You know that warning on your car’s side view mirror that says “objects may be closer than they appear”? You won’t see that on this new Mitsubishi prototype. You won’t even see mirrors on it.

That’s because Mitsubishi has ditched the mirrors and replaced them with cameras: one each on the driver’s and passengers side and another to handle rear-view duties. There’s more to the system than just cameras, of course.

As is the case with almost everything tech-related in the news these days, Mitsubishi’s mirrorless system will utilize an advanced AI to help keep drivers safe. The cameras can detect objects as far away as 100 meters, and the AI can distinguish between pedestrians and vehicles — and even figure out what kind of vehicle is approaching.

AI is continuing its assault on radiologists

A new model can detect abnormalities in x-rays better than radiologists—in some parts of the body, anyway.
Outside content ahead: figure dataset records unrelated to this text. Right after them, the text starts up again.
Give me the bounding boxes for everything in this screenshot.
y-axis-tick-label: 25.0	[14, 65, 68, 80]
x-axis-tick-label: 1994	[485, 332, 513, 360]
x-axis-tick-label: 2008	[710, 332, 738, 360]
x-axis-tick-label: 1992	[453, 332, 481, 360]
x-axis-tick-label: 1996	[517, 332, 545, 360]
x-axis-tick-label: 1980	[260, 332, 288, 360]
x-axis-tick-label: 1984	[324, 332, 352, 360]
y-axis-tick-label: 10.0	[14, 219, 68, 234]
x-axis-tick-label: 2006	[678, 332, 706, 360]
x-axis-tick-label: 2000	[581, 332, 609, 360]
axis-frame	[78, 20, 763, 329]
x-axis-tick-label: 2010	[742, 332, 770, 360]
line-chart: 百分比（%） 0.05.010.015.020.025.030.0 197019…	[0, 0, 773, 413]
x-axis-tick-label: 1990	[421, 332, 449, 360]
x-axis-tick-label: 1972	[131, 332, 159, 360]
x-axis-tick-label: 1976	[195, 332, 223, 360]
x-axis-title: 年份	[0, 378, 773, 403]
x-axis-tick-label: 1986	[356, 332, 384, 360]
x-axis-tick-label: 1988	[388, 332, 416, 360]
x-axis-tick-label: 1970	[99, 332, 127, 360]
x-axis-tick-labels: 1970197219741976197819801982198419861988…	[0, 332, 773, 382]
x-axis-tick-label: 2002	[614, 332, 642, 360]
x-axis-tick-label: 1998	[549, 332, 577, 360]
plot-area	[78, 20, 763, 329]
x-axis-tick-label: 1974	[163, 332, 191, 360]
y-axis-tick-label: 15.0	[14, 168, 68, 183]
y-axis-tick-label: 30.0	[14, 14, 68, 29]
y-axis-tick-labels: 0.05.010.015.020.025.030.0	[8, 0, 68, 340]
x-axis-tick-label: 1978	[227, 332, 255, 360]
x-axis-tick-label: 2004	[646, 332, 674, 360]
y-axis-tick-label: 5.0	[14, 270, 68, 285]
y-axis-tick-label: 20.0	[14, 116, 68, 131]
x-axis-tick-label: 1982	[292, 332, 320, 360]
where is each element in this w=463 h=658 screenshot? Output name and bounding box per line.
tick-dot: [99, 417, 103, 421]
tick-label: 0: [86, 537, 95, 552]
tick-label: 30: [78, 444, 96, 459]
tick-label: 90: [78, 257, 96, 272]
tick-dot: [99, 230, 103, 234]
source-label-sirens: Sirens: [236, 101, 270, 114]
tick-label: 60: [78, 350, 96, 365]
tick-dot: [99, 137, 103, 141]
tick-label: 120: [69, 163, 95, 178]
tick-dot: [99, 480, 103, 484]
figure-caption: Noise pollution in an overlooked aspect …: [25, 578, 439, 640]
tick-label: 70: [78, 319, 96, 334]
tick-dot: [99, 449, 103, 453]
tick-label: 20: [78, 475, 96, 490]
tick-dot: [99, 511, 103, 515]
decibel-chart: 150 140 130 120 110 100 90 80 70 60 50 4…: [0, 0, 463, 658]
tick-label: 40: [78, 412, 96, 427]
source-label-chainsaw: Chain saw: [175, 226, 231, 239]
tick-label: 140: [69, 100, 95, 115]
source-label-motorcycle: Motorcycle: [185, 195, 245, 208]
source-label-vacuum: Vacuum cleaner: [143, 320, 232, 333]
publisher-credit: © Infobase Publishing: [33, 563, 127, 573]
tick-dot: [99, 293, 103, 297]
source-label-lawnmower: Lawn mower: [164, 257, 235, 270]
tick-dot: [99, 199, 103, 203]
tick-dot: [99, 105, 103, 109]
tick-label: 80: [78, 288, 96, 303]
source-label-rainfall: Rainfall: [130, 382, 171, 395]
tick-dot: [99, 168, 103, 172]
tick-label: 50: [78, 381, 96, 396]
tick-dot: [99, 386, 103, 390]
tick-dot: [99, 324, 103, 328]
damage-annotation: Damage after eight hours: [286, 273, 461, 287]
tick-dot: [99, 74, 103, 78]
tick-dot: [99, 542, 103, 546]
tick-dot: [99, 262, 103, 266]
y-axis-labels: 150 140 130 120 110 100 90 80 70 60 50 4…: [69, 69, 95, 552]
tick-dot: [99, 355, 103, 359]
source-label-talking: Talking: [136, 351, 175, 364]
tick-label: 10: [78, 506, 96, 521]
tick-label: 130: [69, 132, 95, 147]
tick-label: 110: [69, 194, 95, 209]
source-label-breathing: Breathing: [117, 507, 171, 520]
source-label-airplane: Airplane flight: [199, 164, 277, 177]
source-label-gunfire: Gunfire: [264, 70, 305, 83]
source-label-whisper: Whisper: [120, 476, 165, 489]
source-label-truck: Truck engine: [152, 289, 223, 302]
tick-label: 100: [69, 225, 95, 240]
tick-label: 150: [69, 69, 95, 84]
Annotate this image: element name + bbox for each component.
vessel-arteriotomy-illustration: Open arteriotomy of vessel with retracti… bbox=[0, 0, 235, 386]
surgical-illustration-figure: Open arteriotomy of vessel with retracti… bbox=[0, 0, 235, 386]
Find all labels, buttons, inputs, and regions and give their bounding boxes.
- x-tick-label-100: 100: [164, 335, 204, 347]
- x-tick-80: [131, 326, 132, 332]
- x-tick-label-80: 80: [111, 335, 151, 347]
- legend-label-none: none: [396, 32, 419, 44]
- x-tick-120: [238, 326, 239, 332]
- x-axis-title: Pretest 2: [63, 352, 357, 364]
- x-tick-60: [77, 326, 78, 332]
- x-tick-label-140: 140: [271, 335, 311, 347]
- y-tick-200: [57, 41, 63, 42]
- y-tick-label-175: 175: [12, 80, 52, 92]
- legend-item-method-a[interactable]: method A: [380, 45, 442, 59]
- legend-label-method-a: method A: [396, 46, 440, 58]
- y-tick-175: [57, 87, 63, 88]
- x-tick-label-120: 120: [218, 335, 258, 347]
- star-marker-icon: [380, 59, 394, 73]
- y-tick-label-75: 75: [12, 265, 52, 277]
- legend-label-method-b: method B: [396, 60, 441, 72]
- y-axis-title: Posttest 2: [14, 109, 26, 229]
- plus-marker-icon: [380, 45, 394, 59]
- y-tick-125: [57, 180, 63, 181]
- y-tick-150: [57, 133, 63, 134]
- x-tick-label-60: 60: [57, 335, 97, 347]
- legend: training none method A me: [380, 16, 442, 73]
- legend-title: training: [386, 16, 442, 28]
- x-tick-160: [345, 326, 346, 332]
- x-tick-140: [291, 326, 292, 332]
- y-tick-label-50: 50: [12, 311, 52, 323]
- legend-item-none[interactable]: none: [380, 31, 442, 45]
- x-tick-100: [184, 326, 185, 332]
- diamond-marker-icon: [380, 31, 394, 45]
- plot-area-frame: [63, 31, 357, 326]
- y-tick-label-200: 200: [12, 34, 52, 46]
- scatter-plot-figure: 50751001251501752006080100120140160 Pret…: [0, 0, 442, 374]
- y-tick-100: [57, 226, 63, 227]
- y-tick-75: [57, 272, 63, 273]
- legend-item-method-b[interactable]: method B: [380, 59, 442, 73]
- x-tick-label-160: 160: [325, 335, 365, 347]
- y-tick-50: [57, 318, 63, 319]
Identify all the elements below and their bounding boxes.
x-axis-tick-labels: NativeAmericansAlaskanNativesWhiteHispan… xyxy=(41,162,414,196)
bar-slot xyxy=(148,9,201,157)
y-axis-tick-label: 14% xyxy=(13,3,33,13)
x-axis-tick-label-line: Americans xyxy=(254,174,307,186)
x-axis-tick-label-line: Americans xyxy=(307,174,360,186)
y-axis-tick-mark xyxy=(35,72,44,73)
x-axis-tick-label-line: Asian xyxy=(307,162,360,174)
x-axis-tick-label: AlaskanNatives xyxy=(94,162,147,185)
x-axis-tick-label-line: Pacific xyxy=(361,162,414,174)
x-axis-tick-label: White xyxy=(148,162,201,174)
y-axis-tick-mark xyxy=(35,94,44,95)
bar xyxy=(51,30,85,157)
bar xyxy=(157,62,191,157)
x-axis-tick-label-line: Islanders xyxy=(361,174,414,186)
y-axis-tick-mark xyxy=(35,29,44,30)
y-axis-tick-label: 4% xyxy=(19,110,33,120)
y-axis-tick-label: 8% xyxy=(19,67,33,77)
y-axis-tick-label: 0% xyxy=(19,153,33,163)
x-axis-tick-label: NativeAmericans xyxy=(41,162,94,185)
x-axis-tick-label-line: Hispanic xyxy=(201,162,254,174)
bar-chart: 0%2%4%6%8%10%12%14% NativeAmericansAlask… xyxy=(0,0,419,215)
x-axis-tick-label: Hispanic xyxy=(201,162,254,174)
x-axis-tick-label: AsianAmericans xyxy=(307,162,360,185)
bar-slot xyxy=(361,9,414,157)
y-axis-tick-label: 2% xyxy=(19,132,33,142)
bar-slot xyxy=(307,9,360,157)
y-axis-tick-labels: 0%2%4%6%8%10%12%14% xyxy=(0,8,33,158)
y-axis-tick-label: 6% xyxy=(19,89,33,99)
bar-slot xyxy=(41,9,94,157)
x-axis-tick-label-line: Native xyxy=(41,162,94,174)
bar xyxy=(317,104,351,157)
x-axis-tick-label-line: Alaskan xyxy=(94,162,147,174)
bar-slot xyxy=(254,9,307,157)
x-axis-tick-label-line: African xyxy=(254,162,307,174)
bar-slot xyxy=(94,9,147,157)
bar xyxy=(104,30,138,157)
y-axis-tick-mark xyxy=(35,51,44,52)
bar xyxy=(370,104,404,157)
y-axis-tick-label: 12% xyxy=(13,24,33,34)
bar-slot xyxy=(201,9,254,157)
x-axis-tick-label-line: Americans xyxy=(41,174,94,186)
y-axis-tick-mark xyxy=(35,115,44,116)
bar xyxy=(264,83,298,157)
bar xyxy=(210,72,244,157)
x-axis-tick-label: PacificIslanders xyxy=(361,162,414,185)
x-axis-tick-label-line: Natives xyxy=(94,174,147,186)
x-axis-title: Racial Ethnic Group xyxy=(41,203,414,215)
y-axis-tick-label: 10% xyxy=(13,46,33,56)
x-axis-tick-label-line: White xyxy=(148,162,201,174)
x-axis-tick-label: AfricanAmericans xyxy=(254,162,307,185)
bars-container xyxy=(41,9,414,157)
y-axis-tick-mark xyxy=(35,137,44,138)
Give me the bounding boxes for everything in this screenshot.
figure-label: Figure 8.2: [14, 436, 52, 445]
The results: Stanford researchers trained a convolutional neural network on a data set of 40,895 images from 14,982 studies. The paper documents how the algorithm detected abnormalities (like fractures, or bone degeneration) better than radiologists in finger and wrist radiographs. However, radiologists were still better at spotting issues in elbows, forearms, hands, upper arms, and shoulders.

The background: Radiologists keep getting put up against AI, and they usually don’t fare even as well as this. Geoffrey Hinton, a prominent AI researcher, told the New Yorker that advances in AI mean that medical schools “should stop training radiologists now.”

Singularity Hypotheses Photo

Has AI made significant progress over the years towards artificial general intelligence?

This decades-old debate could end by the new project from the Stanford 100 Year Study on AI, called The AI Index. If their goal is achieved.

Off to a good start, the AI Index’s first report includes many useful visualisations of the data they are collecting, such as the following outline of AI breakthroughs since 1980.

Could science destroy the world? These scholars want to save us from a modern-day Frankenstein

The dozen people working at CSER itself—little more than a large room in an out-of-the-way building near the university’s occupational health service—organize talks, convene scientists to discuss future developments, and publish on topics from regulation of synthetic biology to ecological tipping points. A lot of their time is spent pondering end-of-the-world scenarios and potential safeguards.


A small cadre of scientists worries that lab-made viruses, AI, or nanobots could drive humans to extinction.